How skeptical Kotkin is and how much Florida has refined his arguments about the creative class will get an airing this afternoon when the two meet as the keynote conversation of a two-day conference called “Culture, Commerce, Community.” The conference is sponsored by the Denver Office of Cultural Affairs and the Colorado Council on the Arts, as well as the Lab at Belmar, University of Colorado at Denver and Health Sciences Center, and the Colorado Business Committee for the Arts.

Far from being a confab of the uncritical, the conference looks ready to engage on a key issue: What are the benefits the creative sector can deliver for cities, and what are the pitfalls of catering to it?

“I think I say far more strongly in ‘Flight of the Creative Class’ that the people nervous about this are people who feel left out,” Florida said. “They’re scared, they’re anxious. And their fears are being stoked with an argument about family values.

“In order to capitalize on the wealth and opportunity the creative economy promises, we can’t do that by simply investing in high tech and arts and cultural sectors,” he said. “We have to spread its benefits, and we have to include more people.

“There is no way you can build an economy on 30 percent of the labor force. The creative economy is no panacea for the deep social and economic inequities that face us. In fact, left to its own devices, it currently is making them worse.”

It’s reasonable to ask: How, will a city like Denver, which boasts about its high number of college graduates, resolve its shameful public high school dropout rate? What should we make of revitalized downtowns like LoDo that don’t figure children into their design? What about the have/ have-not divide that exists between the first-tier and more community-based cultural institutions?

Broadening notions of what actually constitutes “cultural vitality” is essential to making a term like “creative class” not only more inclusive but meaningful.

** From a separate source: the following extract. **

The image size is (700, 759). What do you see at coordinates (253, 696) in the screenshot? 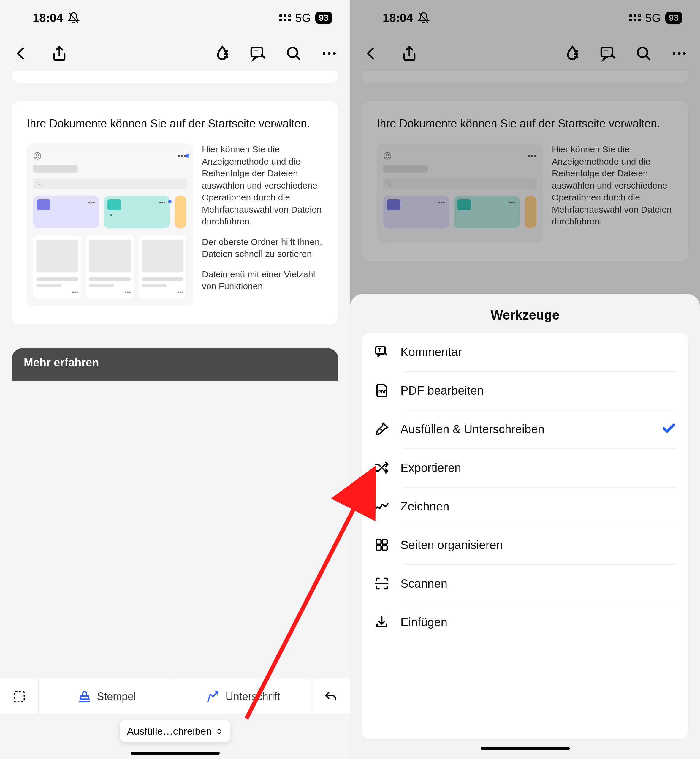
I see `signature-label: Unterschrift` at bounding box center [253, 696].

Maria-Rosario Jackson, a senior fellow at the Washington-based Urban Institute and director of its Culture, Creativity and Communities Program, kicks off the conference.

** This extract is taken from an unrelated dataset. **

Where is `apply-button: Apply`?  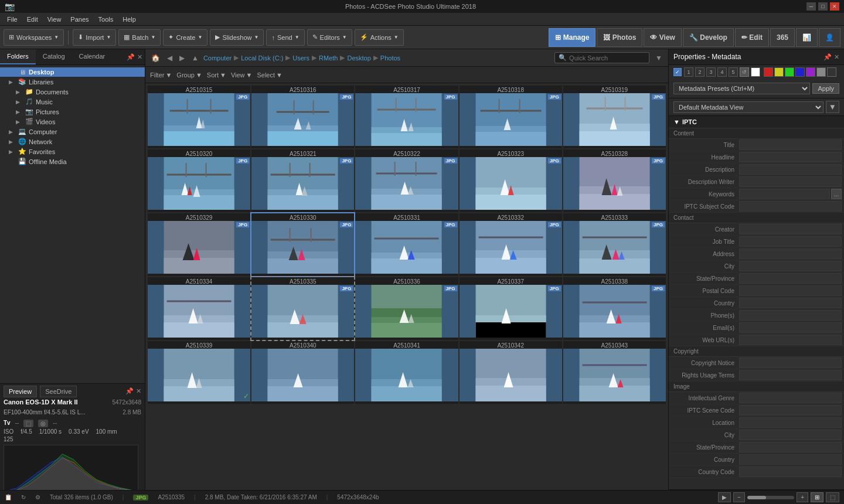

“One of the things we’re doing is redefining this idea of ‘cultural vitality,”‘ said Jackson. “We’re really trying to move beyond the most typical ways of thinking (about) becoming a world-class city with a city ballet and opera.

“For us, a more interesting dimension is what creative practices are people engaged in, not only at the professional level but the amateur level,” she said. “It’s not about participating through audience or consumption – that’s a piece of it. It’s also about making, teaching, doing, supporting.”

Cultural institutions have their own have/have-not dynamic. It’s the divide that Chip Walton, producing artistic director of Denver’s Curious Theatre, hopes to address today on a panel called “Democratizing the Arts.”

“I like to think about a cultural community as an ecology,” said Walton. “So you got to be able to have both an ecological balance in terms of size of organization and diversity of organization. You also have to make sure the voices in the organization are included in the dialogue.”

Film critic Lisa Kennedy can be reached at 303-820-1567 or lkennedy@denverpost.com.


“Culture, Commerce, Community”

CONFERENCE|King Center, Auraria Campus, Friday and Saturday |$65-$185|Registration 8 a.m.-9 a.m., Friday at the King Center|For information go to www.c3colorado.org.